Wilhelm Kempff With Zubin Mehta And The L.A.Philharmonic In Music Of Brahms – 1965 – Past Daily Mid-Week Concert

Wilhelm Kempff - in concert - 1965
Wilhelm Kempff – steeped in the 19th Century tradition of spiritual interpretation. (Getty images).

Wilhelm Kempff, Piano – Zubin Mehta, conductor – Los Angeles Philharmonic In Concert – December 5, 1965 – Gordon Skene Sound Collection –

Historic, long-lost and not heard before. An all-Brahms concert from December 5, 1965 featuring the Los Angeles Philharmonic led by Zubin Mehta and featuring the legendary Wilhelm Kempff in a performance of the first piano concerto followed by the 2nd symphony.

“Kempff was neither a daredevil at the keyboard nor one to venerate technique for technique’s sake, his pianism marked above all by clarity of tone, judicious tempos, magical soft playing and a famously lyrical legato. Alfred Brendel, a later pianist influenced by Kempff, valued the elder artist’s improvisational manner, writing that he “played on impulse… It depended on whether the right breeze, as with an aeolian harp, was blowing.” The New York Times spoke to this quality in a review of his Beethoven: “A poetic subjectivist, Kempff rolls chords, ‘breaks’ hands, pedals through the bar — all at the service of a sustained interpretive imprint that often violates the letter in search of the spirit, and that often impregnates spirit with visual metaphor.” Kempff toured the world, from across Europe to North America and Japan. In 1934, he arrived in Buenos Aires as a celebrity via the Graf Zeppelin for a tour of South America. Kempff began teaching in the 1920s, in Stuttgart and Potsdam. He then established a school in his adopted Italian town of Positano, giving master classes there until the 1980s, with Mitsuko Uchida, Idil Biret, Gerhard Oppitz, John O’Conor and Jörge Demus among the pianists to carry on his message of subtlety, poetry and humanism. In 1957, Kempff had traveled to Finland to play for the ailing Sibelius, a great admirer. The composer requested the Adagio from Beethoven’s “Hammerklavier,” saying afterward: “You did not play that as a pianist, but rather as a human being.” — Bradley Bambarger

Mehta was music director of the Montreal Symphony Orchestra from 1961 to 1967 and of the Los Angeles Philharmonic from 1962 to 1978, the youngest music director ever for any major North American orchestra. In 1969, he was appointed Music Adviser to the Israel Philharmonic Orchestra and in 1981 he became its Music Director for Life. From 1978 to 1991, Mehta was music director of the New York Philharmonic. Since 1985, he has also been chief conductor of the Maggio Musicale Fiorentino in Florence, Italy.

With all that said, enjoy the concert – it’s rare – it’s never been broadcast – it was supposed to be destroyed. You get to hear it and history is preserved.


=== ACTION ITEM ===
Without leaving out a single line, restate the entries below exactly.
━━━ DATA FOR THE TASK ━━━
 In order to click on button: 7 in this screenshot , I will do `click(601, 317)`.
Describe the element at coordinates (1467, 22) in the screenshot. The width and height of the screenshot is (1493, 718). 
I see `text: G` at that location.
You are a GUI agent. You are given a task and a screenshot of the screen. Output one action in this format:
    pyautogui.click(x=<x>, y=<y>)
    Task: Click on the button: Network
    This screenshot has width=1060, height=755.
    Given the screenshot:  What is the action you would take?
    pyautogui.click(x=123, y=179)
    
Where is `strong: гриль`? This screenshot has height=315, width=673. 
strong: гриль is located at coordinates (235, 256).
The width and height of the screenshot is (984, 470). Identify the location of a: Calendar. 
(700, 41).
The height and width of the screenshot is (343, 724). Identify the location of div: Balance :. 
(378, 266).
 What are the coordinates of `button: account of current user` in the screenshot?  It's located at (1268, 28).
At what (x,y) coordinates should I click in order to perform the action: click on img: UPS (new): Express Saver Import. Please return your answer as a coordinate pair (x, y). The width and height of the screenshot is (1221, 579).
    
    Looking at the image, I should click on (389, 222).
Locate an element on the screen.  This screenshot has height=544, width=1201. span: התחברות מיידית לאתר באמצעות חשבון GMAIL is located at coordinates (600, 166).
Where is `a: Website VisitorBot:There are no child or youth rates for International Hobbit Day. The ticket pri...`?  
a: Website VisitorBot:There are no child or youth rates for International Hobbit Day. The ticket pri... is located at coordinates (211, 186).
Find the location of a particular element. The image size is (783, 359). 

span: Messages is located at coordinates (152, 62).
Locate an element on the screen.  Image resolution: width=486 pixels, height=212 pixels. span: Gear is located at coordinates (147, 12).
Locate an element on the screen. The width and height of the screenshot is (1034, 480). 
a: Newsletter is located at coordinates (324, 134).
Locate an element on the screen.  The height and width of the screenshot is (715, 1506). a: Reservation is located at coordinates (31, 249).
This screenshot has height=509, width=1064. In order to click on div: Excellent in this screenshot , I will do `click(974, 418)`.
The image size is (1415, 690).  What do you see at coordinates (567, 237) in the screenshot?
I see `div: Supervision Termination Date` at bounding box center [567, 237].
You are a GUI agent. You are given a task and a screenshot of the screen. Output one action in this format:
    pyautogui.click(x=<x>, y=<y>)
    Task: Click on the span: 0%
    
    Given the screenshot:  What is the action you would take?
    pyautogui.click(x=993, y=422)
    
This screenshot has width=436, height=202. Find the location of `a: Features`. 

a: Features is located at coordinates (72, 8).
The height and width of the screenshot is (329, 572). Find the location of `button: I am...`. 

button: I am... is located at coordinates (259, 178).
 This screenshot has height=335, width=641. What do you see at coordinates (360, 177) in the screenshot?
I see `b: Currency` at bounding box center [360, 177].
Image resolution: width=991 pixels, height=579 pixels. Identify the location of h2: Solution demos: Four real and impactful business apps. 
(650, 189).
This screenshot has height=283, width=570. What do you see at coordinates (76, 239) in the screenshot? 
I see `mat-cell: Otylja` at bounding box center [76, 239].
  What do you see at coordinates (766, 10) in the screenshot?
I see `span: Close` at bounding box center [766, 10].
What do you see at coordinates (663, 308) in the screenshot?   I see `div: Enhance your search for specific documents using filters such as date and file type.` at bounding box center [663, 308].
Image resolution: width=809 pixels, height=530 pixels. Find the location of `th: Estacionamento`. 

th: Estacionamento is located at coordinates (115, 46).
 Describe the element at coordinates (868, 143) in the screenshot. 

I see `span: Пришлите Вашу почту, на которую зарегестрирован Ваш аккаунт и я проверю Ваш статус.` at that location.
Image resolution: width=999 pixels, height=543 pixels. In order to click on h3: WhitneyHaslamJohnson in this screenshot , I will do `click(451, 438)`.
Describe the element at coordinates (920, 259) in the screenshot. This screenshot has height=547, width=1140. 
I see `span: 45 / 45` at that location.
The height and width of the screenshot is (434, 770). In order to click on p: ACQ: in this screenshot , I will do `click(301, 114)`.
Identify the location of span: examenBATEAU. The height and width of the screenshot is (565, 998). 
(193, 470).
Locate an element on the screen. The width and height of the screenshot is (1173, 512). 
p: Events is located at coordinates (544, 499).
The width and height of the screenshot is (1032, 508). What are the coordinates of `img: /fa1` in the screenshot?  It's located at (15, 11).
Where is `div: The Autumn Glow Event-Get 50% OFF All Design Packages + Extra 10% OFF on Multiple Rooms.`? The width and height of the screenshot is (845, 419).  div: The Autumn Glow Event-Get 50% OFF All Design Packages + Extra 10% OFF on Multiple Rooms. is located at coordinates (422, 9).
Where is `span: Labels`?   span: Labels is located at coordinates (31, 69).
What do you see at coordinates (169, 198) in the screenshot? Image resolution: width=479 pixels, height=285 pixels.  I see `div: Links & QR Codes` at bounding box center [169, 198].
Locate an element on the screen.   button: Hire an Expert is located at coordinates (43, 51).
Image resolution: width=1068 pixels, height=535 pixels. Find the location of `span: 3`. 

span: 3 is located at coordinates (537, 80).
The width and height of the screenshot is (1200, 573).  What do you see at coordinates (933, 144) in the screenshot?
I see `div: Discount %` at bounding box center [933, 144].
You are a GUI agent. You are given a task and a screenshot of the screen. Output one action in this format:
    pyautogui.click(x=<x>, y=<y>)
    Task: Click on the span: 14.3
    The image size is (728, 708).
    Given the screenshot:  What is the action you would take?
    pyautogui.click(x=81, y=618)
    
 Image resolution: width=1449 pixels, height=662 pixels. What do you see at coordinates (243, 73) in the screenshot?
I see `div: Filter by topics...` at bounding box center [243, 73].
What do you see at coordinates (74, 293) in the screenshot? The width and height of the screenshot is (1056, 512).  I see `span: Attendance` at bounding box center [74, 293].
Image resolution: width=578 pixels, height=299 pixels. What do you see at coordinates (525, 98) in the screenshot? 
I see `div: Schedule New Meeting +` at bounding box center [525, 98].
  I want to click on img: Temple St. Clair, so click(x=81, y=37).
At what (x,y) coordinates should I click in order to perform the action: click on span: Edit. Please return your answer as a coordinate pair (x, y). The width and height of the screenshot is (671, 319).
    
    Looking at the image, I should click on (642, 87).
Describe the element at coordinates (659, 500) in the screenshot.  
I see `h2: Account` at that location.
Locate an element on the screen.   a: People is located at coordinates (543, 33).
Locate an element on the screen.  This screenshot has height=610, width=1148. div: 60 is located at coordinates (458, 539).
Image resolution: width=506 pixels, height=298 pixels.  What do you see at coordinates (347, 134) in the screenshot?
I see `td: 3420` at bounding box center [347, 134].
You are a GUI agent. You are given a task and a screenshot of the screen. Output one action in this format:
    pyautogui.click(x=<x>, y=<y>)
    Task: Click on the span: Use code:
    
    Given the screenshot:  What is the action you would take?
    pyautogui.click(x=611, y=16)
━━━
=== REPLY ===
 In order to click on button: 7 in this screenshot , I will do `click(601, 317)`.
Describe the element at coordinates (1467, 22) in the screenshot. The width and height of the screenshot is (1493, 718). 
I see `text: G` at that location.
You are a GUI agent. You are given a task and a screenshot of the screen. Output one action in this format:
    pyautogui.click(x=<x>, y=<y>)
    Task: Click on the button: Network
    This screenshot has width=1060, height=755.
    Given the screenshot:  What is the action you would take?
    pyautogui.click(x=123, y=179)
    
Where is `strong: гриль`? This screenshot has height=315, width=673. 
strong: гриль is located at coordinates (235, 256).
The width and height of the screenshot is (984, 470). Identify the location of a: Calendar. 
(700, 41).
The height and width of the screenshot is (343, 724). Identify the location of div: Balance :. 
(378, 266).
 What are the coordinates of `button: account of current user` in the screenshot?  It's located at (1268, 28).
At what (x,y) coordinates should I click in order to perform the action: click on img: UPS (new): Express Saver Import. Please return your answer as a coordinate pair (x, y). The width and height of the screenshot is (1221, 579).
    
    Looking at the image, I should click on (389, 222).
Locate an element on the screen.  This screenshot has height=544, width=1201. span: התחברות מיידית לאתר באמצעות חשבון GMAIL is located at coordinates (600, 166).
Where is `a: Website VisitorBot:There are no child or youth rates for International Hobbit Day. The ticket pri...`?  
a: Website VisitorBot:There are no child or youth rates for International Hobbit Day. The ticket pri... is located at coordinates (211, 186).
Find the location of a particular element. The image size is (783, 359). 

span: Messages is located at coordinates (152, 62).
Locate an element on the screen.  Image resolution: width=486 pixels, height=212 pixels. span: Gear is located at coordinates (147, 12).
Locate an element on the screen. The width and height of the screenshot is (1034, 480). 
a: Newsletter is located at coordinates (324, 134).
Locate an element on the screen.  The height and width of the screenshot is (715, 1506). a: Reservation is located at coordinates (31, 249).
This screenshot has height=509, width=1064. In order to click on div: Excellent in this screenshot , I will do `click(974, 418)`.
The image size is (1415, 690).  What do you see at coordinates (567, 237) in the screenshot?
I see `div: Supervision Termination Date` at bounding box center [567, 237].
You are a GUI agent. You are given a task and a screenshot of the screen. Output one action in this format:
    pyautogui.click(x=<x>, y=<y>)
    Task: Click on the span: 0%
    
    Given the screenshot:  What is the action you would take?
    pyautogui.click(x=993, y=422)
    
This screenshot has width=436, height=202. Find the location of `a: Features`. 

a: Features is located at coordinates (72, 8).
The height and width of the screenshot is (329, 572). Find the location of `button: I am...`. 

button: I am... is located at coordinates (259, 178).
 This screenshot has height=335, width=641. What do you see at coordinates (360, 177) in the screenshot?
I see `b: Currency` at bounding box center [360, 177].
Image resolution: width=991 pixels, height=579 pixels. Identify the location of h2: Solution demos: Four real and impactful business apps. 
(650, 189).
This screenshot has height=283, width=570. What do you see at coordinates (76, 239) in the screenshot? 
I see `mat-cell: Otylja` at bounding box center [76, 239].
  What do you see at coordinates (766, 10) in the screenshot?
I see `span: Close` at bounding box center [766, 10].
What do you see at coordinates (663, 308) in the screenshot?   I see `div: Enhance your search for specific documents using filters such as date and file type.` at bounding box center [663, 308].
Image resolution: width=809 pixels, height=530 pixels. Find the location of `th: Estacionamento`. 

th: Estacionamento is located at coordinates (115, 46).
 Describe the element at coordinates (868, 143) in the screenshot. 

I see `span: Пришлите Вашу почту, на которую зарегестрирован Ваш аккаунт и я проверю Ваш статус.` at that location.
Image resolution: width=999 pixels, height=543 pixels. In order to click on h3: WhitneyHaslamJohnson in this screenshot , I will do `click(451, 438)`.
Describe the element at coordinates (920, 259) in the screenshot. This screenshot has height=547, width=1140. 
I see `span: 45 / 45` at that location.
The height and width of the screenshot is (434, 770). In order to click on p: ACQ: in this screenshot , I will do `click(301, 114)`.
Identify the location of span: examenBATEAU. The height and width of the screenshot is (565, 998). 
(193, 470).
Locate an element on the screen. The width and height of the screenshot is (1173, 512). 
p: Events is located at coordinates (544, 499).
The width and height of the screenshot is (1032, 508). What are the coordinates of `img: /fa1` in the screenshot?  It's located at (15, 11).
Where is `div: The Autumn Glow Event-Get 50% OFF All Design Packages + Extra 10% OFF on Multiple Rooms.`? The width and height of the screenshot is (845, 419).  div: The Autumn Glow Event-Get 50% OFF All Design Packages + Extra 10% OFF on Multiple Rooms. is located at coordinates (422, 9).
Where is `span: Labels`?   span: Labels is located at coordinates (31, 69).
What do you see at coordinates (169, 198) in the screenshot? Image resolution: width=479 pixels, height=285 pixels.  I see `div: Links & QR Codes` at bounding box center [169, 198].
Locate an element on the screen.   button: Hire an Expert is located at coordinates (43, 51).
Image resolution: width=1068 pixels, height=535 pixels. Find the location of `span: 3`. 

span: 3 is located at coordinates (537, 80).
The width and height of the screenshot is (1200, 573).  What do you see at coordinates (933, 144) in the screenshot?
I see `div: Discount %` at bounding box center [933, 144].
You are a GUI agent. You are given a task and a screenshot of the screen. Output one action in this format:
    pyautogui.click(x=<x>, y=<y>)
    Task: Click on the span: 14.3
    The image size is (728, 708).
    Given the screenshot:  What is the action you would take?
    pyautogui.click(x=81, y=618)
    
 Image resolution: width=1449 pixels, height=662 pixels. What do you see at coordinates (243, 73) in the screenshot?
I see `div: Filter by topics...` at bounding box center [243, 73].
What do you see at coordinates (74, 293) in the screenshot? The width and height of the screenshot is (1056, 512).  I see `span: Attendance` at bounding box center [74, 293].
Image resolution: width=578 pixels, height=299 pixels. What do you see at coordinates (525, 98) in the screenshot? 
I see `div: Schedule New Meeting +` at bounding box center [525, 98].
  I want to click on img: Temple St. Clair, so click(x=81, y=37).
At what (x,y) coordinates should I click in order to perform the action: click on span: Edit. Please return your answer as a coordinate pair (x, y). The width and height of the screenshot is (671, 319).
    
    Looking at the image, I should click on (642, 87).
Describe the element at coordinates (659, 500) in the screenshot.  
I see `h2: Account` at that location.
Locate an element on the screen.   a: People is located at coordinates (543, 33).
Locate an element on the screen.  This screenshot has height=610, width=1148. div: 60 is located at coordinates (458, 539).
Image resolution: width=506 pixels, height=298 pixels.  What do you see at coordinates (347, 134) in the screenshot?
I see `td: 3420` at bounding box center [347, 134].
You are a GUI agent. You are given a task and a screenshot of the screen. Output one action in this format:
    pyautogui.click(x=<x>, y=<y>)
    Task: Click on the span: Use code:
    
    Given the screenshot:  What is the action you would take?
    pyautogui.click(x=611, y=16)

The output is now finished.